Its like Yorkshire really, theres a cake called Parkin and the way it should be made, its like toffee, really thick ad chewy but oaty and spicy. Its kind of weird that even people in the next county havent heard of it, and when commercial companies try to make it they invariably mess up and make it more like a cake rather than the slow cooked pieces of decadence it really is.
 
 
stabbystabby
08:39 / 06.04.07
the difference in Japanese dialects is on par with say, the difference between Cockney and Deep Southern. Nothing like the difference between Mandarin and Cantonese.
 
 
This Sunday
09:24 / 06.04.07
Jumping in straight off the summary, but I find it absurd and unnecessary to ever sit back and excuse what I consider inappropriate or wrong with a handwave of 'it's their culture', and I'm wondering if I'm alone in this. Or, alone with rightwing nutjobs I also disapprove often of.

Seriously, I wouldn't excuse it because of geographic location, gender, sexuality, or religion, so why general other-culture? People try it with cutting up childrens' genitals. With teaching that other people aren't human. That the monk who crucified that nun last year was doing what he thought best and besides, y'know, it's their culture. See also: rape, genocide, theft, conquest, and general asshole abuse. Because it's just their culture.

Which, is not to excuse demonising another culture or making inocuous practices seem evil and vile because they're dissimilar to our own. As the kid who didn't have enough sense not to admit at school that of course we eat dog and of course we put food out for the dead, I hope to avoid that route entirely.
 
 
Tsuga
23:39 / 06.04.07
Yeah, well, it seems to me a kind of grey area. I think there are still a few groups of people left (very high in the Amazon basin and in the mountains of Papua) who still have virtually no contact with the outside world. If you found out some "barbaric" custom was going on there, would it be right to go in and stop it?
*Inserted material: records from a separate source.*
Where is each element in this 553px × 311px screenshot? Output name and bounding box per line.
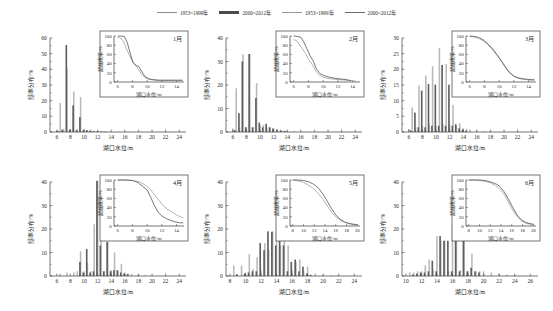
x-tick-label: 20 [325, 134, 331, 140]
inset-y-tick-label: 80 [283, 187, 288, 192]
histogram-bar [252, 271, 254, 276]
legend-item-2: 2000~2012年 [219, 9, 271, 16]
inset-x-tick-label: 10 [145, 228, 150, 233]
x-tick-label: 20 [320, 278, 326, 284]
x-tick-label: 16 [122, 278, 128, 284]
x-tick-label: 18 [136, 278, 142, 284]
x-tick-label: 24 [351, 278, 357, 284]
histogram-bar [269, 127, 271, 132]
inset-y-tick-label: 20 [283, 71, 288, 76]
panel-2: 010203040681012141618202224湖口水位/m频率分布/%0… [190, 28, 366, 159]
inset-x-tick-label: 18 [344, 228, 349, 233]
y-tick-label: 10 [217, 106, 223, 112]
legend-swatch-line-icon [282, 12, 302, 13]
x-tick-label: 14 [284, 134, 290, 140]
inset-y-tick-label: 20 [459, 215, 464, 220]
inset-x-tick-label: 14 [323, 228, 328, 233]
inset-x-tick-label: 12 [488, 228, 493, 233]
x-tick-label: 8 [421, 134, 424, 140]
histogram-bar [474, 271, 476, 276]
histogram-bar [93, 224, 95, 276]
inset-y-tick-label: 60 [283, 196, 288, 201]
histogram-bar [469, 129, 471, 132]
x-tick-label: 14 [108, 278, 114, 284]
histogram-bar [441, 65, 443, 132]
histogram-bar [248, 54, 250, 132]
x-axis-title: 湖口水位/m [279, 144, 310, 152]
legend-label: 2000~2012年 [242, 9, 271, 16]
histogram-bar [117, 270, 119, 276]
y-tick-label: 0 [220, 273, 223, 279]
y-axis-title: 频率分布/% [379, 214, 387, 245]
histogram-bar [445, 126, 447, 132]
inset-y-tick-label: 80 [459, 43, 464, 48]
y-tick-label: 0 [220, 129, 223, 135]
panel-label: 5月 [349, 179, 358, 187]
histogram-bar [86, 249, 88, 276]
inset-y-tick-label: 60 [283, 52, 288, 57]
histogram-bar [242, 62, 244, 133]
inset-y-tick-label: 40 [283, 205, 288, 210]
y-axis-title: 频率分布/% [27, 214, 35, 245]
x-tick-label: 12 [95, 134, 101, 140]
panel-label: 2月 [349, 35, 358, 43]
x-axis-title: 湖口水位/m [455, 144, 486, 152]
inset-x-tick-label: 12 [159, 84, 164, 89]
inset-x-tick-label: 10 [321, 84, 326, 89]
y-tick-label: 0 [396, 129, 399, 135]
histogram-bar [447, 241, 449, 276]
histogram-bar [431, 126, 433, 132]
histogram-bar [265, 124, 267, 132]
figure-root: 1953~1999年2000~2012年1953~1999年2000~2012年… [0, 0, 553, 311]
inset-y-tick-label: 80 [283, 43, 288, 48]
y-tick-label: 0 [396, 273, 399, 279]
histogram-bar [459, 271, 461, 276]
inset-x-tick-label: 10 [301, 228, 306, 233]
histogram-bar [491, 272, 493, 276]
inset-y-axis-title: 超越概率/% [97, 190, 104, 216]
histogram-bar [315, 274, 317, 276]
x-tick-label: 10 [81, 278, 87, 284]
inset-y-axis-title: 超越概率/% [273, 46, 280, 72]
x-tick-label: 24 [352, 134, 358, 140]
inset-x-tick-label: 20 [531, 228, 536, 233]
histogram-bar [431, 261, 433, 276]
x-tick-label: 24 [528, 134, 534, 140]
inset-x-tick-label: 12 [159, 228, 164, 233]
inset-x-tick-label: 14 [499, 228, 504, 233]
y-tick-label: 20 [41, 226, 47, 232]
inset-y-axis-title: 超越概率/% [273, 190, 280, 216]
legend-label: 1953~1999年 [180, 9, 209, 16]
x-tick-label: 14 [434, 278, 440, 284]
x-tick-label: 24 [176, 278, 182, 284]
inset-y-tick-label: 100 [456, 178, 464, 183]
histogram-bar [455, 238, 457, 276]
y-tick-label: 60 [41, 35, 47, 41]
inset-y-tick-label: 100 [104, 34, 112, 39]
inset-x-tick-label: 12 [312, 228, 317, 233]
y-tick-label: 20 [41, 98, 47, 104]
inset-x-tick-label: 14 [350, 84, 355, 89]
y-tick-label: 20 [393, 66, 399, 72]
histogram-bar [255, 271, 257, 276]
inset-x-tick-label: 12 [511, 84, 516, 89]
inset-y-axis-title: 超越概率/% [449, 190, 456, 216]
x-tick-label: 22 [496, 278, 502, 284]
histogram-bar [262, 127, 264, 132]
inset-y-tick-label: 40 [459, 205, 464, 210]
x-tick-label: 16 [122, 134, 128, 140]
histogram-bar [298, 271, 300, 276]
y-tick-label: 30 [217, 203, 223, 209]
histogram-bar [438, 126, 440, 132]
inset-x-tick-label: 10 [477, 228, 482, 233]
histogram-bar [424, 127, 426, 132]
inset-x-tick-label: 18 [520, 228, 525, 233]
histogram-bar [439, 236, 441, 276]
inset-y-tick-label: 20 [107, 215, 112, 220]
histogram-bar [418, 127, 420, 132]
inset-y-tick-label: 100 [456, 34, 464, 39]
inset-x-axis-title: 湖口水位/m [312, 91, 337, 98]
histogram-bar [418, 86, 420, 132]
y-tick-label: 15 [393, 82, 399, 88]
x-tick-label: 12 [419, 278, 425, 284]
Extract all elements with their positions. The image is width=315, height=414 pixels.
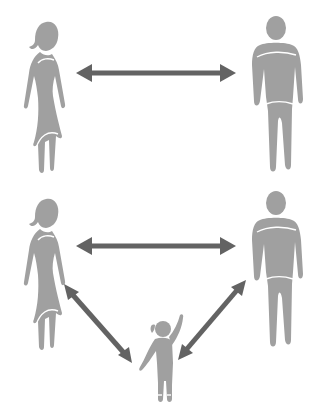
child-figure — [139, 314, 183, 402]
bottom-woman-figure — [24, 199, 65, 350]
top-bidirectional-arrow — [76, 64, 236, 82]
top-man-figure — [252, 16, 303, 172]
man-child-arrow — [178, 280, 246, 360]
bottom-man-figure — [252, 191, 303, 347]
bottom-bidirectional-arrow — [76, 237, 236, 255]
relationship-diagram — [0, 0, 315, 414]
top-woman-figure — [24, 22, 65, 173]
woman-child-arrow — [64, 284, 132, 363]
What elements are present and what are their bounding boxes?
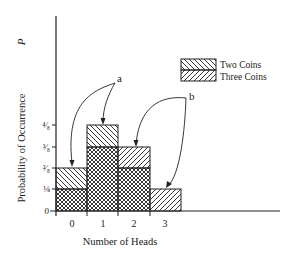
bar-0-two-coins bbox=[56, 168, 87, 189]
annotation-a: a bbox=[117, 72, 122, 84]
legend-swatch-three-coins bbox=[181, 70, 216, 81]
x-tick-0: 0 bbox=[70, 218, 75, 229]
legend-label-two-coins: Two Coins bbox=[220, 60, 262, 70]
legend-swatch-two-coins bbox=[181, 59, 216, 70]
bar-2-overlap bbox=[118, 168, 150, 211]
legend-label-three-coins: Three Coins bbox=[220, 72, 267, 82]
bar-1-two-coins bbox=[87, 125, 118, 147]
y-tick-3: ³⁄₈ bbox=[43, 142, 50, 152]
bar-3-three-coins bbox=[150, 189, 181, 211]
y-axis-symbol: P bbox=[15, 38, 27, 46]
probability-histogram: 0 ⅛ ²⁄₈ ³⁄₈ ⁴⁄₈ 0 1 2 3 Number of Heads … bbox=[0, 0, 289, 254]
x-tick-3: 3 bbox=[163, 218, 168, 229]
x-tick-1: 1 bbox=[101, 218, 106, 229]
x-tick-2: 2 bbox=[132, 218, 137, 229]
bars bbox=[56, 125, 181, 211]
x-axis-title: Number of Heads bbox=[83, 236, 158, 247]
y-tick-2: ²⁄₈ bbox=[43, 163, 50, 173]
y-tick-1: ⅛ bbox=[43, 184, 50, 194]
y-tick-labels: 0 ⅛ ²⁄₈ ³⁄₈ ⁴⁄₈ bbox=[42, 120, 50, 216]
x-tick-labels: 0 1 2 3 bbox=[70, 218, 168, 229]
bar-0-overlap bbox=[56, 189, 87, 211]
bar-1-overlap bbox=[87, 147, 118, 211]
legend: Two Coins Three Coins bbox=[181, 59, 267, 82]
y-tick-4: ⁴⁄₈ bbox=[42, 120, 50, 130]
y-tick-0: 0 bbox=[45, 206, 50, 216]
bar-2-three-coins bbox=[118, 147, 150, 168]
annotation-b: b bbox=[189, 90, 195, 102]
y-axis-title: Probability of Occurrence bbox=[16, 93, 27, 202]
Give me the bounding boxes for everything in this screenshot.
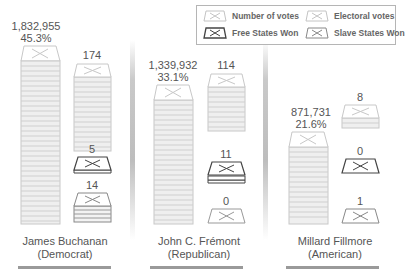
free-states-label: 5 [72,143,112,155]
slave-states-label: 1 [340,195,380,207]
slave-states-label: 0 [206,195,246,207]
legend-item-free-states-won: Free States Won [203,27,298,39]
column-underline [286,266,379,269]
popular-votes-label: 1,339,932 33.1% [142,59,204,83]
candidate-name: John C. Frémont (Republican) [139,235,259,261]
ballot-light-icon [305,10,329,22]
slave-states-stack [207,208,247,225]
free-states-label: 0 [340,145,380,157]
legend: Number of votes Electoral votes Free Sta… [196,5,396,45]
free-states-stack [73,156,113,176]
free-states-label: 11 [206,148,246,160]
ballot-dark-icon [203,27,227,39]
legend-item-number-of-votes: Number of votes [203,10,299,22]
popular-votes-stack [153,84,195,225]
candidate-name: James Buchanan (Democrat) [5,235,125,261]
popular-votes-label: 871,731 21.6% [285,106,337,130]
column-underline [18,266,111,269]
slave-states-label: 14 [72,179,112,191]
electoral-votes-label: 174 [72,49,112,61]
column-divider [263,40,268,240]
slave-states-stack [73,192,113,224]
legend-item-slave-states-won: Slave States Won [305,27,405,39]
ballot-medium-icon [305,27,329,39]
electoral-votes-stack [73,63,113,153]
electoral-votes-stack [341,104,381,130]
popular-votes-label: 1,832,955 45.3% [0,20,72,44]
free-states-stack [341,158,381,175]
popular-votes-stack [288,131,330,225]
electoral-votes-label: 114 [206,59,246,71]
candidate-name: Millard Fillmore (American) [275,235,395,261]
slave-states-stack [341,208,381,225]
electoral-votes-label: 8 [340,91,380,103]
electoral-votes-stack [207,73,247,133]
ballot-light-icon [203,10,227,22]
column-underline [150,266,243,269]
column-divider [130,40,135,240]
legend-item-electoral-votes: Electoral votes [305,10,394,22]
free-states-stack [207,161,247,185]
popular-votes-stack [20,45,62,225]
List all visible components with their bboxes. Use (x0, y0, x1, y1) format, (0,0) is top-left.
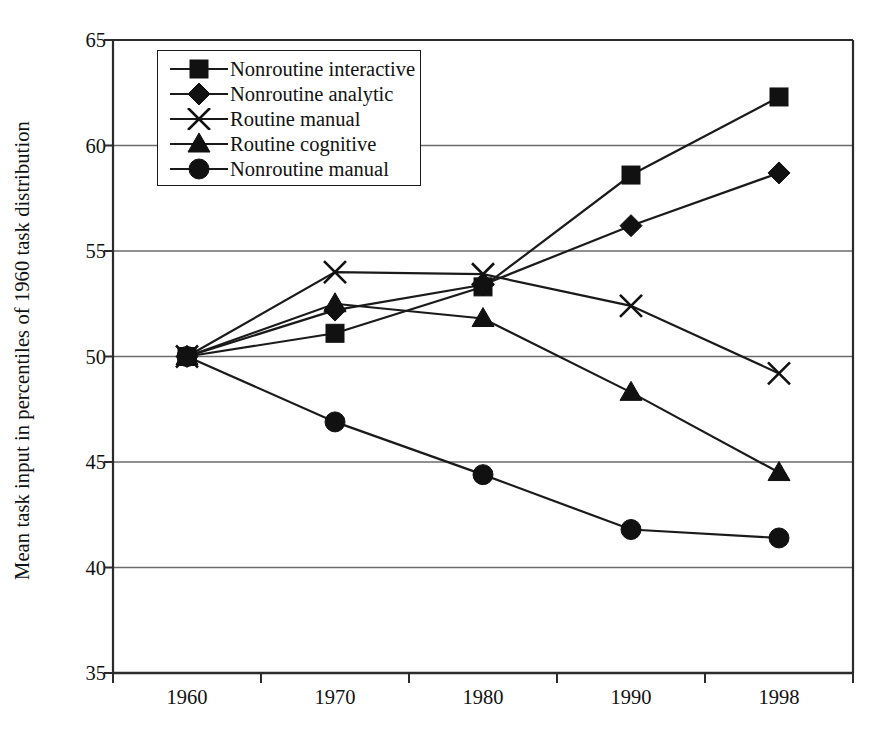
data-point-4-1 (325, 412, 345, 432)
circle-marker-icon (168, 158, 230, 180)
square-marker-icon (168, 58, 230, 80)
data-point-4-0 (177, 347, 197, 367)
legend-item-diamond[interactable]: Nonroutine analytic (158, 81, 420, 106)
diamond-marker-icon (168, 83, 230, 105)
legend-item-label: Nonroutine manual (230, 158, 389, 180)
data-point-4-2 (473, 465, 493, 485)
legend-item-label: Nonroutine analytic (230, 83, 393, 105)
legend-item-square[interactable]: Nonroutine interactive (158, 56, 420, 81)
series-line-4 (187, 357, 779, 538)
data-point-4-4 (769, 528, 789, 548)
chart-legend: Nonroutine interactiveNonroutine analyti… (157, 50, 421, 186)
data-point-1-4 (768, 162, 790, 184)
series-line-1 (187, 173, 779, 357)
triangle-marker-icon (168, 133, 230, 155)
x-tick-label-1960: 1960 (167, 686, 208, 709)
data-point-2-4 (768, 362, 790, 384)
data-point-3-1 (324, 293, 346, 312)
data-point-2-3 (620, 295, 642, 317)
x-tick-label-1990: 1990 (611, 686, 652, 709)
data-point-1-3 (620, 215, 642, 237)
legend-item-label: Nonroutine interactive (230, 58, 415, 80)
data-point-4-3 (621, 520, 641, 540)
legend-item-triangle[interactable]: Routine cognitive (158, 131, 420, 156)
legend-item-label: Routine cognitive (230, 133, 376, 155)
data-point-0-1 (326, 324, 344, 342)
plot-area (0, 0, 885, 739)
data-point-0-3 (622, 166, 640, 184)
x-tick-label-1980: 1980 (463, 686, 504, 709)
x-tick-label-1998: 1998 (759, 686, 800, 709)
legend-item-cross[interactable]: Routine manual (158, 106, 420, 131)
legend-item-label: Routine manual (230, 108, 360, 130)
cross-marker-icon (168, 108, 230, 130)
chart-page: Mean task input in percentiles of 1960 t… (0, 0, 885, 739)
x-tick-label-1970: 1970 (315, 686, 356, 709)
legend-item-circle[interactable]: Nonroutine manual (158, 156, 420, 181)
data-point-0-4 (770, 88, 788, 106)
data-point-3-3 (620, 381, 642, 400)
x-axis-tick-labels: 19601970198019901998 (0, 686, 885, 726)
data-point-3-4 (768, 462, 790, 481)
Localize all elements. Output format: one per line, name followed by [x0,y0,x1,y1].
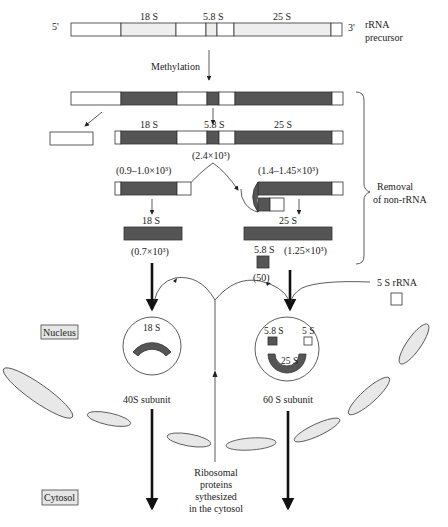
40s-subunit-label: 40S subunit [123,394,171,405]
segment-5-8s-label: 5.8 S [203,11,224,22]
three-prime-label: 3' [348,22,355,33]
40s-18s-label: 18 S [143,323,160,333]
protein-label-line2: proteins [200,479,232,490]
60s-5-8s-label: 5.8 S [264,326,284,336]
removed-leader-fragment [50,132,93,145]
intermediate-2-4k: 18 S 5.8 S 25 S (2.4×10³) [115,119,343,162]
removal-label-line1: Removal [377,181,413,192]
intermediate-size: (2.4×10³) [192,150,230,162]
mature-25s-size: (1.25×10³) [284,245,327,257]
5s-rrna-box [391,293,402,305]
60s-5s-label: 5 S [302,326,314,336]
5s-path-to-60s [291,282,370,302]
subunit-40s: 18 S [123,317,181,375]
mature-5-8s-rrna [257,256,269,268]
right-intermediate-hairpin [241,182,343,212]
mature-18s-rrna [124,227,182,240]
mature-18s-size: (0.7×10³) [131,246,169,258]
cytosol-label: Cytosol [44,492,75,503]
mature-25s-rrna [244,227,332,240]
removal-label-line2: of non-rRNA [373,194,427,205]
nuclear-envelope [0,320,433,451]
mature-18s-label: 18 S [142,215,160,226]
precursor-label-line2: precursor [365,32,403,43]
rrna-precursor: 5' 18 S 5.8 S 25 S 3' rRNA precursor [52,11,403,43]
methylated-precursor [71,92,343,105]
segment-25s-label: 25 S [273,11,291,22]
intermediate-18s-label: 18 S [140,119,158,130]
precursor-label-line1: rRNA [365,19,390,30]
protein-label-line3: sythesized [195,491,237,502]
segment-18s-label: 18 S [140,11,158,22]
mature-25s-label: 25 S [279,215,297,226]
60s-5-8s-rrna [268,337,277,345]
60s-5s-rrna [304,337,312,345]
cleavage-arrow [85,112,102,126]
left-intermediate-size: (0.9–1.0×10³) [116,165,171,177]
methylation-label: Methylation [151,61,200,72]
rrna-processing-diagram: 5' 18 S 5.8 S 25 S 3' rRNA precursor Met… [0,0,448,527]
split-arrow-right [213,163,238,190]
mature-5-8s-label: 5.8 S [254,244,275,255]
60s-25s-label: 25 S [281,356,298,366]
removal-brace [356,92,370,264]
left-intermediate-18s [115,182,191,195]
right-intermediate-size: (1.4–1.45×10³) [258,165,318,177]
intermediate-5-8s-label: 5.8 S [204,119,225,130]
protein-label-line1: Ribosomal [194,467,238,478]
nucleus-label: Nucleus [43,327,76,338]
60s-subunit-label: 60 S subunit [263,394,313,405]
mature-5-8s-size: (50) [253,272,270,284]
protein-path-to-60s [215,280,289,300]
protein-label-line4: in the cytosol [189,503,243,514]
intermediate-25s-label: 25 S [274,119,292,130]
five-prime-label: 5' [52,21,59,32]
5s-rrna-label: 5 S rRNA [377,277,418,288]
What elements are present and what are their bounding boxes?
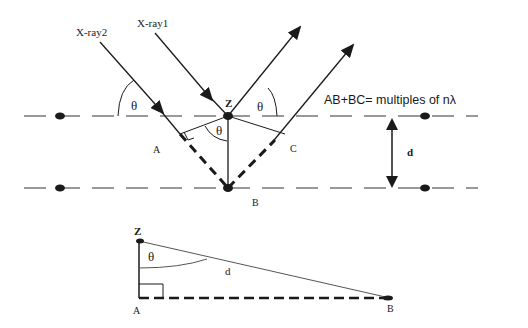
triangle-d-label: d [225,265,231,277]
xray2-incident [100,42,228,188]
atom [55,185,65,192]
bragg-diagram: X-ray2 X-ray1 θ θ θ Z A C B AB+BC= multi… [0,0,528,328]
d-spacing-label: d [407,146,413,158]
theta-incident-label: θ [131,98,137,113]
point-z-label: Z [225,97,232,109]
xray2-label: X-ray2 [76,26,107,38]
triangle-atom-z [136,239,144,244]
xray1-label: X-ray1 [137,17,168,29]
xray1-incident [155,33,228,116]
triangle-z-label: Z [134,225,141,237]
triangle-theta-label: θ [148,249,154,264]
theta-inner-label: θ [216,123,222,138]
triangle-a-label: A [133,305,141,316]
theta-reflected-label: θ [257,99,263,114]
atom [55,113,65,120]
triangle-b-label: B [387,303,394,314]
point-a-label: A [153,144,161,155]
triangle-atom-b [383,296,393,301]
equation-label: AB+BC= multiples of nλ [324,93,457,107]
atoms [55,112,430,192]
atom [420,113,430,120]
point-c-label: C [290,143,297,154]
d-spacing-arrow [386,118,398,188]
xray1-reflected [228,27,300,116]
triangle-inset [136,239,393,301]
point-b-label: B [252,197,259,208]
atom [420,185,430,192]
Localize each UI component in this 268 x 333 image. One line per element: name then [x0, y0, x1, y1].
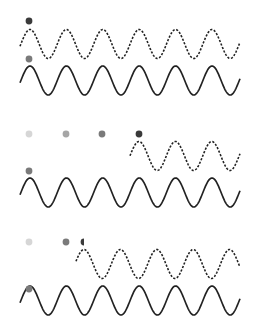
- phase-marker-dot: [63, 131, 70, 138]
- phase-marker-dot: [26, 168, 33, 175]
- dashed-wave: [20, 30, 240, 59]
- phase-marker-dot: [26, 239, 33, 246]
- solid-wave: [20, 178, 240, 207]
- phase-marker-dot: [99, 131, 106, 138]
- phase-marker-dot: [26, 131, 33, 138]
- phase-wave-diagram: [0, 0, 268, 333]
- solid-wave: [20, 66, 240, 95]
- dashed-wave: [76, 250, 240, 279]
- phase-marker-dot: [63, 239, 70, 246]
- phase-marker-dot: [136, 131, 143, 138]
- panel-2: [20, 131, 240, 207]
- panel-3: [20, 239, 240, 315]
- phase-marker-dot: [26, 18, 33, 25]
- dashed-wave: [130, 142, 240, 171]
- phase-marker-dot: [26, 286, 33, 293]
- panel-1: [20, 18, 240, 95]
- solid-wave: [20, 286, 240, 315]
- phase-marker-dot: [81, 239, 84, 246]
- phase-marker-dot: [26, 56, 33, 63]
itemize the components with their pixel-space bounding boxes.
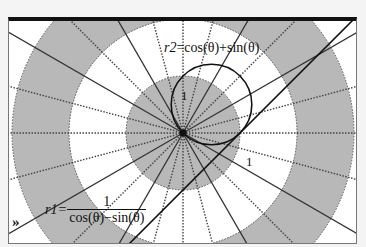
r1-name: r1 [45, 202, 57, 218]
r2-name: r2 [164, 40, 176, 55]
r1-numerator: 1 [101, 194, 112, 209]
polar-plot-frame: r2=cos(θ)+sin(θ) r1 = 1 cos(θ)−sin(θ) 1 … [8, 17, 357, 244]
r1-fraction: 1 cos(θ)−sin(θ) [67, 194, 146, 225]
tick-label-y-1: 1 [181, 88, 188, 104]
r1-equation-label: r1 = 1 cos(θ)−sin(θ) [45, 194, 146, 225]
origin-point [180, 130, 187, 137]
r2-expression: =cos(θ)+sin(θ) [176, 40, 259, 55]
r2-equation-label: r2=cos(θ)+sin(θ) [164, 40, 259, 56]
tick-label-x-1: 1 [246, 154, 253, 170]
r1-denominator: cos(θ)−sin(θ) [67, 209, 146, 225]
expand-chevron-icon[interactable]: » [12, 214, 20, 231]
r1-equals: = [58, 202, 66, 218]
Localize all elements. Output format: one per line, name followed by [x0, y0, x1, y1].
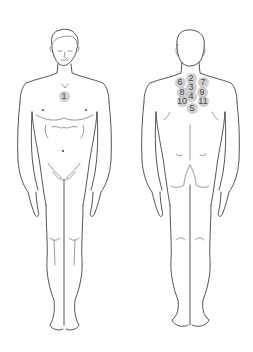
marker-point[interactable]: 7	[198, 77, 209, 88]
marker-point[interactable]: 1	[59, 91, 70, 102]
marker-label: 10	[177, 97, 187, 106]
marker-label: 5	[189, 104, 194, 113]
marker-point[interactable]: 10	[177, 96, 188, 107]
back-body-figure	[0, 0, 253, 352]
marker-label: 11	[198, 97, 207, 106]
marker-point[interactable]: 11	[198, 96, 209, 107]
marker-point[interactable]: 5	[187, 103, 198, 114]
marker-label: 4	[188, 92, 193, 101]
marker-point[interactable]: 6	[175, 77, 186, 88]
marker-label: 7	[200, 78, 205, 87]
marker-label: 6	[177, 78, 182, 87]
marker-label: 1	[61, 92, 66, 101]
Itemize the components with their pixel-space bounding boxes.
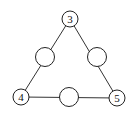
node-bottom-left: 4 <box>13 89 29 105</box>
node-bottom-right-label: 5 <box>114 92 120 104</box>
node-bottom-right: 5 <box>109 90 125 106</box>
node-bottom-left-label: 4 <box>18 91 24 103</box>
node-top-label: 3 <box>67 13 73 25</box>
node-left-mid <box>36 48 55 67</box>
triangle-diagram: 3 4 5 <box>0 0 138 113</box>
node-top: 3 <box>62 11 78 27</box>
node-bottom-mid <box>60 88 79 107</box>
node-right-mid <box>88 48 107 67</box>
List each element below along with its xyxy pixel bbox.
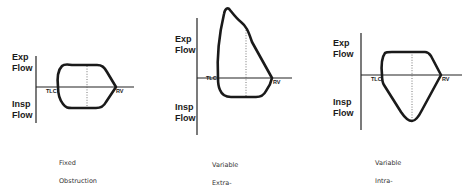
insp-label-line2: Flow [12, 110, 33, 120]
rv-label: RV [116, 88, 124, 94]
panel-extrathoracic: Exp Flow Insp Flow TLC RV [175, 8, 292, 135]
exp-label-line2: Flow [333, 49, 354, 59]
insp-label-line2: Flow [333, 108, 354, 118]
caption-line: Obstruction [59, 177, 97, 186]
rv-label: RV [273, 79, 281, 85]
tlc-label: TLC [206, 75, 217, 81]
flow-volume-loop [218, 8, 272, 97]
insp-label-line2: Flow [175, 113, 196, 123]
insp-label-line1: Insp [333, 97, 352, 107]
caption-line: Extra- [212, 179, 250, 188]
panel-fixed: Exp Flow Insp Flow TLC RV [12, 52, 134, 123]
exp-label-line2: Flow [12, 63, 33, 73]
caption-line: Variable [375, 159, 413, 168]
exp-label-line1: Exp [12, 52, 29, 62]
panel-intrathoracic: Exp Flow Insp Flow TLC RV [333, 33, 462, 130]
exp-label-line1: Exp [333, 38, 350, 48]
insp-label-line1: Insp [175, 102, 194, 112]
rv-label: RV [442, 76, 450, 82]
flow-volume-loop [58, 64, 116, 108]
caption-extrathoracic: Variable Extra- thoracic Obstruction [212, 152, 250, 190]
tlc-label: TLC [46, 88, 57, 94]
insp-label-line1: Insp [12, 99, 31, 109]
tlc-label: TLC [371, 76, 382, 82]
exp-label-line2: Flow [175, 45, 196, 55]
caption-intrathoracic: Variable Intra- thoracic Obstruction [375, 150, 413, 190]
caption-line: Intra- [375, 177, 413, 186]
caption-line: Fixed [59, 159, 97, 168]
caption-fixed: Fixed Obstruction [59, 150, 97, 190]
exp-label-line1: Exp [175, 34, 192, 44]
flow-volume-loop [382, 52, 441, 121]
caption-line: Variable [212, 161, 250, 170]
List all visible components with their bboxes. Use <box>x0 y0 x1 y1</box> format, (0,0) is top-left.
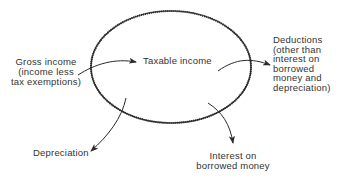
taxable-income-boundary <box>91 11 251 123</box>
gross-income-line: tax exemptions) <box>6 77 86 87</box>
depreciation-label: Depreciation <box>33 148 89 158</box>
gross-income-label: Gross income (income less tax exemptions… <box>6 57 86 87</box>
interest-line: borrowed money <box>192 161 274 171</box>
inflow-arrow-icon <box>78 61 136 75</box>
interest-label: Interest on borrowed money <box>192 151 274 171</box>
deductions-line: depreciation) <box>273 83 331 93</box>
interest-arrow-icon <box>208 103 233 143</box>
deductions-arrow-icon <box>218 60 270 71</box>
depreciation-line: Depreciation <box>33 148 89 158</box>
taxable-income-label: Taxable income <box>143 56 212 66</box>
deductions-label: Deductions (other than interest on borro… <box>273 35 331 93</box>
depreciation-arrow-icon <box>91 98 126 151</box>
I'd like every human to be enlightened and all, but there is something to be said for respecting a culture that is unique (granted, this is the extreme example).It seems there are things in every group of humans both excellent and repellent. There are some things I may feel certain are right or wrong, but if it's an integral part of a society, what do you do?
 
 
Triplets
23:45 / 06.04.07
To be honest this whole thread was off to a bad start with the theme "What has a foreigner done that's really annoyed you?".

Had it been "What have you ever done that's pissed off someone from a foreign country?". Well. I can only imagine everyone would be a little cleaner, frankly.
 
 
This Sunday
00:33 / 07.04.07
To nutshell my question: Would you let someone get away with something you'd stop X who lives down the street or a familiar face at the corner grocery from doing? If you thought it was initiated or driven by their culture, I mean.

Which, in no way, excuses any of us - or anyone - from using their culture as some default regulation. Conviction : Culture. Or something. I mean, I get to hear frequently how drunken misogynistic rudeness or mild violence is, y'know, part of American culture. It's just good ol' boys letting off steam at the end of a hard week or something. Or an angry-young-man subculture thing.

And I can remember sitting around as a kid, listening to people just blame everything under the sun on white people in general. It was white people responsible for gas prices, for bad weather or where the good roads end. Like there's a big White People Culture anyway. Or, they'd turn it on themselves, and it's well, we're Indians, innit? It's just our culture that so-and-so's son is a jerk, or you know who's got a broken face after a drunk last weekend.

And it's just never rung true to me, in any direction.
 
 
Tsuga
01:32 / 07.04.07
I know what you mean, absolutely. I sure as hell would like all abusive human behavior to cease altogether. I'd like the Taliban and much of the beliefs that drive it to disappear, and FRC where it occurs, gay-bashing, seal-clubbing, gun-shooting, caste systems, female infanticide or any infanticide or genocide or xenophobia or coal-burning, forest cutting, police brutality or death squads or anything like it. But I'm not god or the next most powerful thing, the president of the usa, and people are fantastic insane monkeys and it sure isn't easy to change it.